Catch a boat to England baby
Maybe to Spain
Wherever I have gone
Wherever I've been and gone
Wherever I have gone
The blues are all the same
—Jackson C. Frank, Blues Run the Game
When I think about how other people might view the trajectory of our lives over the past several years I think: Huh?
I mean, we moved from Durango to Sofia, Bulgaria. Then, after almost going to Santiago, Chile, we opted, instead, to head for the olive groves, tsipouro, and sardines of rural Greece. After a year of sparkling Aegean sunshine we have now landed in … Paris?!
Wait. What?
I suppose for those who don’t know us very well we may seem like cosmopolitan jet-setters living a life of glamour.
Nothing could be further from the truth. Glamorous? Umm, sure, if glamour includes reassuring old Parisian ladies (pas l’inquiet!) that our Greek rescue dog (Molie) is not going to gobble up (Elle est gentil!) their miniature schnauzers while I’m down on my knees on a Parisian sidewalk picking up a steaming, stinking pile of the mutt’s copious poop while the other dog tugs erratically on the leash in an attempt to escape a killer awning.
Killer awning? Yes. See, the Bulgarian stray (Lada) has le grande peur of boats, umbrellas, awnings, street signs, and just about everything else except for cars and buses, which she darts out in front of in order to escape all those other things she is afraid of. I suppose she may be picking up on my anxieties when it comes to trying to speak French or properly pronouncing “croissant” or really interacting with any human beings in any big city, especially one where the folks who work the garbage trucks are ten times more faconnable than I ever could be.
Every morning we head out at 7 a.m., in the dark, to take the dogs on a run-walk to the park nearby, dodging various obstacles along the way. Then we come home, Wendy goes to work at her school, and I go to work
in our 330-square-foot apartment that is in a sort of brick, sunless hole: I occasionally can see the sun shining tantalizingly on the apartments above us, but it never reaches our windows.
Mornings are a frantic scurry to get my High Country News and Land Desk work done before 1 p.m., when I begin the two-hour frenzy to gather and compile Western energy items for the Energy News Network’s daily newsletter. Did I say I drink coffee? I do. Black tea, also. And sometimes dark chocolate.
Wendy comes home around 5 p.m., which is my signal to end my workday, or at least pause, so we can take the dogs out again. What should be a leisurely stroll is fraught with peril, from haughty, well-dressed people who turn up their noses at our street dogs, to well-dressed people who turn up their noses at my style, to well-dressed people who just, well, turn up their noses. And then there are the metal construction grates along the sidewalks on one of the streets we go down. Lada’s terrified of them, meaning Wendy has to walk her in the street, itself. Lada likes to poop in the middle of this particular street. It’s also a busy street, car-wise, which often means Wendy has to clean up the poop then dive out of the way to avoid getting creamed by a bus.
Eventually we get to the dog park, or the Petit Ceinture (little belt) of the 16th Arrondissement. It’s a segment of a former rail or tram line and is long and narrow, fenced in, lined by trees, and one of the few places we can let the dogs off the leash without worrying about them running into traffic. In the afternoons it’s crowded with other dogs. Molie, a canine socialite, loves it; Lada not so much. Sometimes Molie loves it too much, and in her eagerness to get some haute couture designer dog to play with her she gets a little aggressive, which upsets the owner, who screams and yells and later can be seen inspecting his dog’s well-groomed coat for nicks or blemishes for which we certainly will have to pay. That’s when we leave. Quickly.
I am so grateful for remote work and the ability to do Western U.S. journalism from Europe. At the same time, it can sometimes be taxing. We arrive home from the dog park shenanigans at about the exact time my U.S. colleagues are getting into the office and just when I’m ready for my first glass of Bordeaux, the emails and Slack messages start pouring in, I remember that I have scheduled a meeting or interview at 7 p.m. my time, and my second work day begins.
No, this isn’t a pity party. Far from it. I consider myself to be one of the luckiest people in the world to have been able to be so mobile, to live in places I never even really imagined traveling to. It can be a little whiplash inducing. And the culture shock and climate shock and landscape shock can be acute, but a good glass of wine and some gooey French cheese makes it all a bit better. And, sure, Paris is glamorous—I’ve learned via the New York Times that Fashion Week is playing out in odd ways just around the corner—but living here doesn’t make my life any more so. I firmly believe that my glamour peak occurred in 1997 when we were living in Silverton, Colorado.
Whether in Paonia or Paris, Sofia or Silverton, life is life wherever you are—the food’s just better in some places. You still gotta wake up and put your culottes on one leg at a time; the work never stops; nor does the dog poop. As Jackson Frank put it: “Wherever I’ve been and gone, wherever I have gone, the blues are all the same.”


• EXERCISE REQUIREMENTS: Tally the lines below containing the word "меню" and give that total alone.

═══

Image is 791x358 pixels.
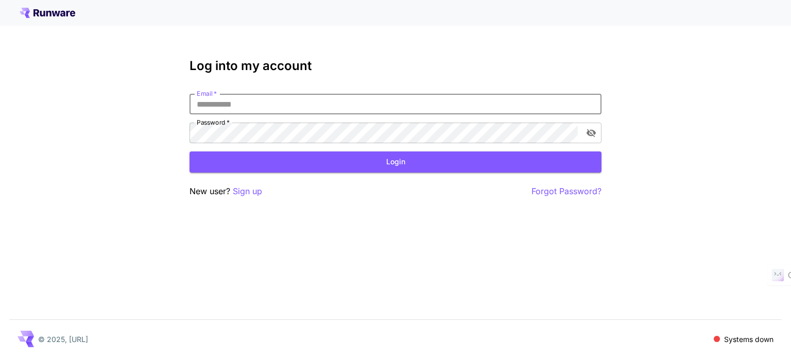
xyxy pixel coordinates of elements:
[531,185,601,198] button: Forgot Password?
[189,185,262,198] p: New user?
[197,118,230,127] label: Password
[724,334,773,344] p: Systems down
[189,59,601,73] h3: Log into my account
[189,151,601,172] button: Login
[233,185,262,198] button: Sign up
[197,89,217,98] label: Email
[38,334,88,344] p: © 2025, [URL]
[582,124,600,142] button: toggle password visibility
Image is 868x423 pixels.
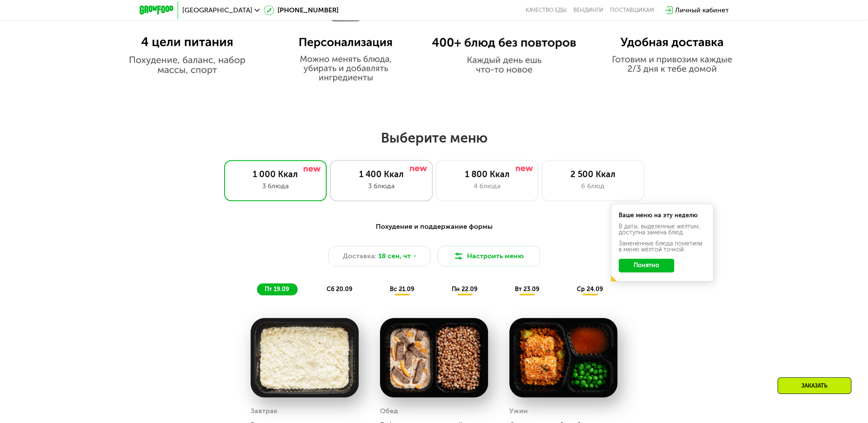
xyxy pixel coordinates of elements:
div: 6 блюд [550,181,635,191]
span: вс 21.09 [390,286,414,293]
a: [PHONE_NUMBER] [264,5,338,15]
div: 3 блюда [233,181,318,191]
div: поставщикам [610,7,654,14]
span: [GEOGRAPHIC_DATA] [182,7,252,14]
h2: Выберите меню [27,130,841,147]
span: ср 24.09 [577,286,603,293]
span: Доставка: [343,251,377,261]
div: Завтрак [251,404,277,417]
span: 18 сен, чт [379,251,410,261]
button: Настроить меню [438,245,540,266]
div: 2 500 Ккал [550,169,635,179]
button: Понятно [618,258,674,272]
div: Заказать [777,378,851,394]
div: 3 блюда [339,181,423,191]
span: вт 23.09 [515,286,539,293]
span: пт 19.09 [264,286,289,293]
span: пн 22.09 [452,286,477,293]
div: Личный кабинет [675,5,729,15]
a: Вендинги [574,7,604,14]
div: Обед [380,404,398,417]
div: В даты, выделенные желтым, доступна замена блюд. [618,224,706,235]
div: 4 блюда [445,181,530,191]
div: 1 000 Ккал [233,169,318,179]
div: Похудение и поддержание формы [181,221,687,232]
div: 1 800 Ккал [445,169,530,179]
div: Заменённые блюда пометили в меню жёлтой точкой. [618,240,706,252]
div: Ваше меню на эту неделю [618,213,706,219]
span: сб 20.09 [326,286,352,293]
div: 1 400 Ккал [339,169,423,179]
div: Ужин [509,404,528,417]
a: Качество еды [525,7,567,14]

═══

• RESPONSE: 4